Remember Dyna Blaster?

It was late 1996 at then newly installed Microprocessor and Digital Lab (MDL) at the 2nd floor of UIC Annex in Bonifacio. The room was half full. Earl and Cres were at the corner, fixing their malfunctioning device. Veda Joy and Lovella on the other corner fine tuning their project before showing it off to their teacher.

Suddenly a loud shriek of frustration caught everyone’s attention. Somebody was being crowded with curious onlookers. On an old yet functional color monitor the game of Dyna Blaster was on progress. The character hero in the game just got bumped by a quick piggy-faced antagonist, preventing the rescue of a princess. As the last remaining “life” of the hero starts to resume, a collective murmur alarms the player and he immediately presses the Esc key, thereby aborting the game.

Shortly after that disturbance, everybody seemed to go back to fixing, welding, wiring, and programming — the real business in the room — including the one being crowded. An instructor comes in. And with the sight he is seeing, these bunch of Computer Engineer-wannabes seem on track with their stuff, he thinks, and goes out.

Beneath the game faces of students immune to the smell of metallic soldering irons and burnt transistors are worn out brains wary about many things from miscalculated mechanical measurements and locally unavailable chips to simply losing much sleep and money for the devices to work. In the MDL, stress levels are high, and an immediate relief is needed, without the necessity to spend more. With spare 80386 computer used to test assembly language instructions programs available to every group, treating stress with a computer game is likely a welcome antidote for something caused by computers themselves.

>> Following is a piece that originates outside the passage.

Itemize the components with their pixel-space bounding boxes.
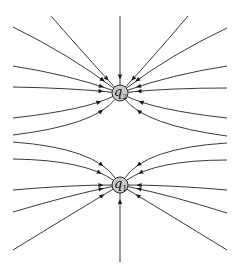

Pac Man or Super Mario could easily share the spotlight with Dyna Blaster but the appeal of the latter is also contributed by its lack of hype and fame the other two has achieved over the years. On an individual level of getting rid of stress, the game provides a symbolic scenario. As the hero-miner digs for resources by laying bombs to destroy walls and uncover hidden keys, Batch97 tries to explore new things with such “MDL inventions” which could lead to bigger things.

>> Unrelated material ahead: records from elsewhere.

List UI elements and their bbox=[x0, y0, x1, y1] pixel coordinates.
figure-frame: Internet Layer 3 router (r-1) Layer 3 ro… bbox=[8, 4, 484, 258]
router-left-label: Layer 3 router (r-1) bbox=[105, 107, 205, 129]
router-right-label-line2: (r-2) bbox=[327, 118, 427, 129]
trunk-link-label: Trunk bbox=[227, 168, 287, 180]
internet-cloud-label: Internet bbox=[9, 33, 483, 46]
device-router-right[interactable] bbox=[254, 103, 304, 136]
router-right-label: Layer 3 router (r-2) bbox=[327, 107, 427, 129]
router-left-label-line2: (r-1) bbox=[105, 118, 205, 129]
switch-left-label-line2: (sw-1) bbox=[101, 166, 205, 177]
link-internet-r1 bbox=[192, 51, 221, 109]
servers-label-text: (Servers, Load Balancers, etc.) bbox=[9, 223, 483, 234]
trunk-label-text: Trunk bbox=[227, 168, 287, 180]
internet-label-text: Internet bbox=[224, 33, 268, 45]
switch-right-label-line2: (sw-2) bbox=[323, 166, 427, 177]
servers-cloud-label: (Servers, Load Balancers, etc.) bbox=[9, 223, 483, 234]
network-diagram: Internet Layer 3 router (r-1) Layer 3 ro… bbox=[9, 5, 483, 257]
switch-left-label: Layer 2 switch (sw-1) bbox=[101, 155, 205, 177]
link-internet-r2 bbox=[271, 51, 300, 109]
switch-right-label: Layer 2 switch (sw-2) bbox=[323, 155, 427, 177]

That being said, there are also other reasons why this is the game of choice:

1. It is light. The whole program fits in one micro floppy disk and can easily run into an old, slow PC with very little virtual memory required. Other games require certain hardware add-ons and portability can be an issue.

2. It is simple. It does not take a lot of time to learn how the game is played. Arrow keys and the space bar basically control the arsenal of the hero character.

3. It is fun. Most importantly the game serves its purpose, to have fun and ease tensions. It easily creates excitement that, if uncontrolled, spawns pandemonium in the MDL that could lead to reprimands from the Dean of Engineering.

There were notable experts who easily reach advanced levels and finish the mission; and trying hards who can’t finish the mission even if they admitted to having dreamt about the game in their short sleeping privileges.

And as the fulfillment of a dream came as UIC Computer Engineering Class of 1997 did the graduation march at the grounds of Davao Convention and Exhibition Center, one tiny game managed to keep everyone his/her sanity at the time when he/she almost lost it.